Re: Need advice re crash protection
- From: Paul Johnson <baloo@xxxxxxxxx>
- Date: Tue, 09 Jan 2007 15:29:56 -0800
forceten32 wrote:
I have a small business and use a notebook constantly. I also have a
desktop but I use it very little (I'm hndicapped and it's somewhat
difficult to access.) Anyway, I was fooling myself that the desktop was
a backtop but it's way data-outdated now. And it suddenly occurred to me
that if my laptop crashes, I'm in trouble.
Yup, though for best results, you would have made a backup right after
installing Windows, the latest patches and all your software and their
patches in case you do need to reinstall.
I have around 15G total data, including programs, on the laptop. Am I
right in supposing an external drive would do the trick? And what should
I back up?
Since you're concerned about the state of your computer, only back up data
files you need to save. Do not back up programs or the OS (when you
reinstall the OS, you'll need to reinstall the programs to get them to work
anyway, so no point backing 'em up).
All bytes on the current hard drive i.e. a mirror of the
entire drive?
That would be a good way to back up a fresh install once everything's
installed and patched properly as a baseline backup seperate from your
daily/weekly incremental.
Is that practical?
Not with Windows tools. There's proprietary payware like Norton Ghost out
there, but in the end it's just an expensive way of using Knoppix's dd
command:
dd if=/dev/hda of=/path/to/backup (this makes a bit for bit copy of the
drive at /dev/hda in the file /path/to/backup)
dd if=/path/to/backup of=/dev/hda (this dumps the backup at /path/to/backup
back onto /dev/hda overwriting all existing data)
Note this works for the entire disk. If you want a specific partition on
HDA, you'll need to know it's number and use /dev/hda1 (or whatever)
instead. Device naming explained at
<http://www.linux.com/howtos/Partition/devices.shtml>.
Is there a way, I can program to plug in the external drive every so often
and it will automatically update what is changed?
Seagate ships software with their external drives that allow you to press
the "Backup" button on the drive to make a new backup as predefined in
their software; this is the closest I can think of to what you're asking
for in Windows. (Debian has faubackup which does exactly what you're
talking about and takes about 90 seconds to install and set up)
Or do I just move file by file like copying to a floppy?
You'll lose some metadata (namely the permissions, datestamps, probably the
owning user and group as well) by doing it this way, but if all you care
about is the content and not the metadata, then it doesn't matter.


* [Task details] Every line holding the string "name" should be copied out of the listing.

* [Data]
◆ ◆ ◆
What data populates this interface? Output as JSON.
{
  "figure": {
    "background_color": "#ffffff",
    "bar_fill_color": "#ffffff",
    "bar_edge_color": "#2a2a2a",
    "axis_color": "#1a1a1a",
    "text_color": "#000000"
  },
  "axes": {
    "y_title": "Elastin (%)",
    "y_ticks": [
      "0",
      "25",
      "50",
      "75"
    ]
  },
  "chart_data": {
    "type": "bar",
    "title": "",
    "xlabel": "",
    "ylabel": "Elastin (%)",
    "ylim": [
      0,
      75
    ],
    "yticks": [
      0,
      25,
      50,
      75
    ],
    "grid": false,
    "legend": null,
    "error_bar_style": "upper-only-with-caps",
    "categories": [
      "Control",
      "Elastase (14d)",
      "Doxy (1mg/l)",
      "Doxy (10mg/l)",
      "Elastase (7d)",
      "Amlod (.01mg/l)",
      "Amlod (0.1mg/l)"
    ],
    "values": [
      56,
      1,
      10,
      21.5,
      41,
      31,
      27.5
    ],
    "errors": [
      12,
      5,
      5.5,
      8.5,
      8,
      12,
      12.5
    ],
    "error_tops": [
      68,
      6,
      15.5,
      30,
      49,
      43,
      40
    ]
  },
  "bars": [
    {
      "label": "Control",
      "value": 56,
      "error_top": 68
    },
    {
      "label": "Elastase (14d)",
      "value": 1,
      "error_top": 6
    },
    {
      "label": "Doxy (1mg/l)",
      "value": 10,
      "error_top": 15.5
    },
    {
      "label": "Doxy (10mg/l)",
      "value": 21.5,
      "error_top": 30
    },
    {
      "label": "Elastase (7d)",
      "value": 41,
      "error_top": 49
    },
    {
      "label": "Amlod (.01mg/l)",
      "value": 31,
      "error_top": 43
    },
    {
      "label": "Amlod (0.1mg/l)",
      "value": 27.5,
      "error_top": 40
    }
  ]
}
◆ ◆ ◆
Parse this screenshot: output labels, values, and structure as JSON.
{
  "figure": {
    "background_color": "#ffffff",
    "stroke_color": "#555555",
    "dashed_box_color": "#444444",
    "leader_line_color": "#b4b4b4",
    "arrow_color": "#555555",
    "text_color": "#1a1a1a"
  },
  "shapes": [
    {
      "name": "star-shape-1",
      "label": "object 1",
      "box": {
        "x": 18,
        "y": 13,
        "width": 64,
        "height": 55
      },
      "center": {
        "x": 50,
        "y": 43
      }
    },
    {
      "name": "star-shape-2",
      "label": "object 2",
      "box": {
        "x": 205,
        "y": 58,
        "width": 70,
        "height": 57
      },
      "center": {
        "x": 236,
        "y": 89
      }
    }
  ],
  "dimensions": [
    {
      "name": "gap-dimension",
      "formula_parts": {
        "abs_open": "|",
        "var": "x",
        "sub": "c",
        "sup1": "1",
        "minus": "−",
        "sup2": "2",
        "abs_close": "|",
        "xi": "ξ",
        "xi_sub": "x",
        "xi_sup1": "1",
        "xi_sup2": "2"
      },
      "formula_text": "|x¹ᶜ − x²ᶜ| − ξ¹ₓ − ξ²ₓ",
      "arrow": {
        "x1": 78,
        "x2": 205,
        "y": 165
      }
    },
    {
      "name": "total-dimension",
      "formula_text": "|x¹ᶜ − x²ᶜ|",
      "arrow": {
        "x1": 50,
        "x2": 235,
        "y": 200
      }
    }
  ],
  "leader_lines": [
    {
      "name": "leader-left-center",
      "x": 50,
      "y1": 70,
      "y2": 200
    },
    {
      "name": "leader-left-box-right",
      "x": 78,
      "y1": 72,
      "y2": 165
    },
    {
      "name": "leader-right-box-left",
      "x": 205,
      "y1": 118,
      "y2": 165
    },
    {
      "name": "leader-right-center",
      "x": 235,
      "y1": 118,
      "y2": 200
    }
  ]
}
◆ ◆ ◆
* [Task output]
      "name": "star-shape-1",
      "name": "star-shape-2",
      "name": "gap-dimension",
      "name": "total-dimension",
      "name": "leader-left-center",
      "name": "leader-left-box-right",
      "name": "leader-right-box-left",
      "name": "leader-right-center",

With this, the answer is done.